With this in mind, Spitzer has been critical to understanding the light of extremely distant galaxies seen at z>5, or equivalently within one billion years of the Big Bang, because the optical light containing information about the stellar populations of a galaxy has been cosmologically redshifted into the 3.6 and 4.5 um channels of IRAC. Observations of extremely high-redshift galaxies at z>7 have demonstrated a remarkable, nearly ubiquitous, “IRAC-excess” in the 4.5um channel. In some cases, the brightness in the 4.5um channel is almost a magnitude greater than in the 3.6um band, hence the “excess”.

Decades of observation of nearby galaxies easily observed with optical light have shown a strong connection between that emission lines from ionized gas and intense star-formation. 

Four of these IRAC-excess galaxies have been spectroscopically observed in the optical (such that we capture the redshifted UV light) and appear to have strong Lyman-alpha emission which not only implies strong star-formation but also at 7<z<9 whereby the [OIII] and Hβ emission lines fall into the 4.5um channel, as shown in Figure 1. 

Mystery solved, right?

Figure 1: Spectra (blue) with overlaid photometry (red) and relevant bandpasses (black) to illustrate two possible causes of the 4.5um IRAC-excess: extreme emission lines at 4.5um (top), or the 4000Å (bottom). Taken from Figure 1 of the paper.

Investigating the interloper hypothesis

New evidence has emerged following the spectroscopy of a particular IRAC-excess galaxy whose redshift has been confirmed at z=9.11. But at such extreme redshifts, O[III] and Hβ lines are both red-shifted beyond the 4.5um channel. And yet, it still features an IRAC-excess in 4.5um. 

The authors propose that this mystery can be answered in part by fitting a template to the photometrically measured fluxes for this galaxy, which reveals that another prominent spectroscopic feature — the 4000Å break — should sit between the 3.6 and 4.5um channels, as shown in Figure 1.

This is important because the 4000Å break feature is only possible by a lack of young O and B stars, implying a dearth of star-formation. This galaxy, suspected to have a mature stellar population of 200-300 Myr, should have formed within the first 300 million years after the Big Bang! 

This tantalizing evidence suggests not only that this galaxy was one of the first to form in our universe, but that it has also lived and died on an unbelievably short timescale. The existence of these impossibly early dead galaxies struggles to be explained by theory.

Figure 2: To demonstrate the likeness of the IRAC excess arising from both scenarios, the predicted IRAC-excess (color; in magnitude) is shown as a function of redshift for a set of templates (blue), as well as the z~8 emission-line heavy star-forming spectrum (red) and z~9 dead spectrum with a strong 4000Å break (orange).

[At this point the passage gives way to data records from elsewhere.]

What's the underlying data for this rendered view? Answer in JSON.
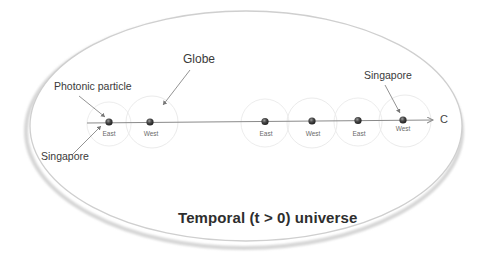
{
  "diagram": {
    "title": "Temporal (t > 0) universe",
    "axis_end_label": "C",
    "callouts": {
      "globe": "Globe",
      "photonic_particle": "Photonic particle",
      "singapore_left": "Singapore",
      "singapore_right": "Singapore"
    },
    "nodes": [
      {
        "label": "East",
        "x": 109
      },
      {
        "label": "West",
        "x": 150
      },
      {
        "label": "East",
        "x": 265
      },
      {
        "label": "West",
        "x": 312
      },
      {
        "label": "East",
        "x": 358
      },
      {
        "label": "West",
        "x": 403
      }
    ],
    "colors": {
      "background": "#ffffff",
      "ellipse_border": "#c8c8c8",
      "axis_line": "#8a8a8a",
      "sphere": "#3a3a3a",
      "globe_circle": "#ececec",
      "text": "#333333"
    }
  }
}
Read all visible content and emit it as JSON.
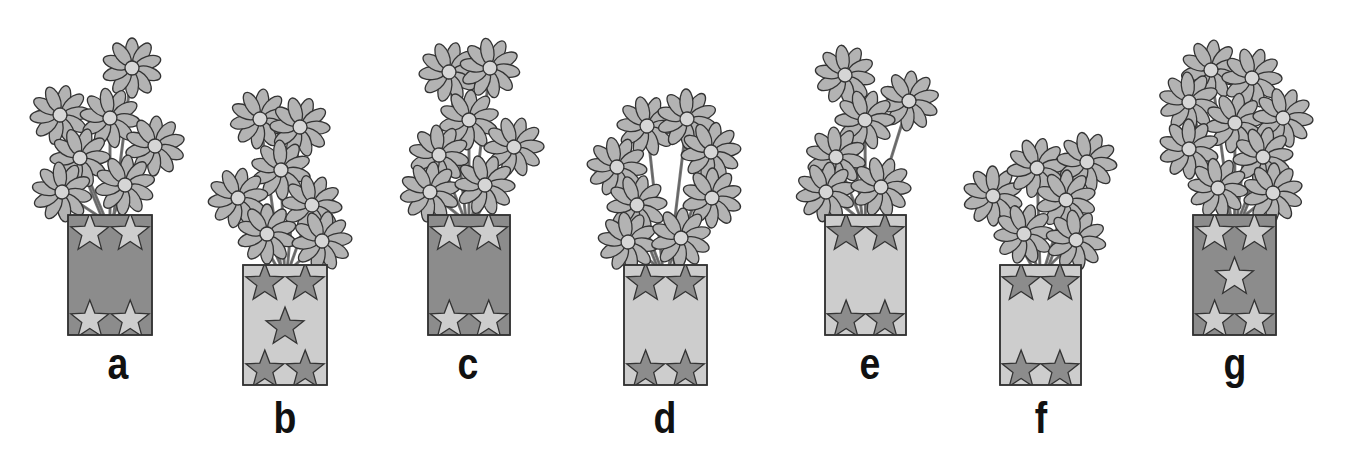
{
  "figure": {
    "colors": {
      "dark_fill": "#8c8c8c",
      "light_fill": "#cdcdcd",
      "petal": "#b3b3b3",
      "center": "#d6d6d6",
      "stroke": "#333333",
      "stem": "#777777"
    },
    "vases": [
      {
        "label": "a",
        "vase_color": "dark",
        "star_color": "light",
        "stars": 4,
        "flowers": 7,
        "x": 68,
        "y": 215,
        "w": 84,
        "h": 120,
        "flower_pos": [
          [
            132,
            68
          ],
          [
            60,
            115
          ],
          [
            110,
            118
          ],
          [
            155,
            146
          ],
          [
            80,
            158
          ],
          [
            62,
            192
          ],
          [
            125,
            185
          ]
        ],
        "label_x": 98,
        "label_y": 344
      },
      {
        "label": "b",
        "vase_color": "light",
        "star_color": "dark",
        "stars": 5,
        "flowers": 7,
        "x": 243,
        "y": 265,
        "w": 84,
        "h": 120,
        "flower_pos": [
          [
            260,
            119
          ],
          [
            300,
            127
          ],
          [
            281,
            170
          ],
          [
            238,
            198
          ],
          [
            312,
            205
          ],
          [
            267,
            234
          ],
          [
            322,
            241
          ]
        ],
        "label_x": 266,
        "label_y": 398
      },
      {
        "label": "c",
        "vase_color": "dark",
        "star_color": "light",
        "stars": 4,
        "flowers": 7,
        "x": 428,
        "y": 215,
        "w": 82,
        "h": 120,
        "flower_pos": [
          [
            449,
            72
          ],
          [
            490,
            68
          ],
          [
            469,
            120
          ],
          [
            514,
            147
          ],
          [
            439,
            155
          ],
          [
            430,
            192
          ],
          [
            485,
            185
          ]
        ],
        "label_x": 448,
        "label_y": 344
      },
      {
        "label": "d",
        "vase_color": "light",
        "star_color": "dark",
        "stars": 4,
        "flowers": 8,
        "x": 624,
        "y": 265,
        "w": 83,
        "h": 120,
        "flower_pos": [
          [
            647,
            126
          ],
          [
            687,
            119
          ],
          [
            711,
            152
          ],
          [
            617,
            167
          ],
          [
            712,
            198
          ],
          [
            637,
            205
          ],
          [
            628,
            242
          ],
          [
            681,
            238
          ]
        ],
        "label_x": 645,
        "label_y": 398
      },
      {
        "label": "e",
        "vase_color": "light",
        "star_color": "dark",
        "stars": 4,
        "flowers": 6,
        "x": 825,
        "y": 215,
        "w": 81,
        "h": 120,
        "flower_pos": [
          [
            845,
            75
          ],
          [
            909,
            101
          ],
          [
            865,
            120
          ],
          [
            836,
            157
          ],
          [
            826,
            192
          ],
          [
            881,
            187
          ]
        ],
        "label_x": 850,
        "label_y": 344
      },
      {
        "label": "f",
        "vase_color": "light",
        "star_color": "dark",
        "stars": 4,
        "flowers": 6,
        "x": 1000,
        "y": 265,
        "w": 81,
        "h": 120,
        "flower_pos": [
          [
            993,
            196
          ],
          [
            1037,
            168
          ],
          [
            1087,
            162
          ],
          [
            1066,
            200
          ],
          [
            1024,
            234
          ],
          [
            1076,
            240
          ]
        ],
        "label_x": 1021,
        "label_y": 398
      },
      {
        "label": "g",
        "vase_color": "dark",
        "star_color": "light",
        "stars": 5,
        "flowers": 9,
        "x": 1193,
        "y": 215,
        "w": 83,
        "h": 120,
        "flower_pos": [
          [
            1211,
            70
          ],
          [
            1252,
            78
          ],
          [
            1189,
            102
          ],
          [
            1235,
            123
          ],
          [
            1283,
            118
          ],
          [
            1189,
            149
          ],
          [
            1263,
            157
          ],
          [
            1218,
            188
          ],
          [
            1273,
            193
          ]
        ],
        "label_x": 1215,
        "label_y": 344
      }
    ]
  }
}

Other photometric data are shown in black. Taken from Figure 3 of the paper.

If their interpretation is correct, then the first dead galaxies featuring a 4000Å break may be a significant interloper population within a growing sample of z>7.5 galaxies with IRAC-excess.  Yet, as shown in Figure 2, the IRAC-excess predicted for the star-forming galaxy (red) and dead galaxy (orange) are almost indistinguishable throughout 7<z<9. 

Presently, assistance in untangling this confusion may come from ALMA. Probing from the sub-millimeter, ALMA can constrain both the star-formation activity through independent measurements of [OIII] seen at 88um. But in the near future, JWST will be able to observe these galaxies from the infrared, and directly probe the 4.5um spectrum.

Only recently have we been able to successfully identify any of these most distant galaxies. Subsequently, these infant discoveries have given rise to a new aspect of Spitzer’s enduring legacy: the first hunter of Cosmic Dawn.

About John Weaver

I am a second year PhD student at the Cosmic Dawn Center at the University of Copenhagen, where I study the formation and evolution of galaxies across cosmic time with incredibly deep observations in the optical and infrared. I got my start at a little planetarium, and I've been doing lots of public outreach and citizen science ever since.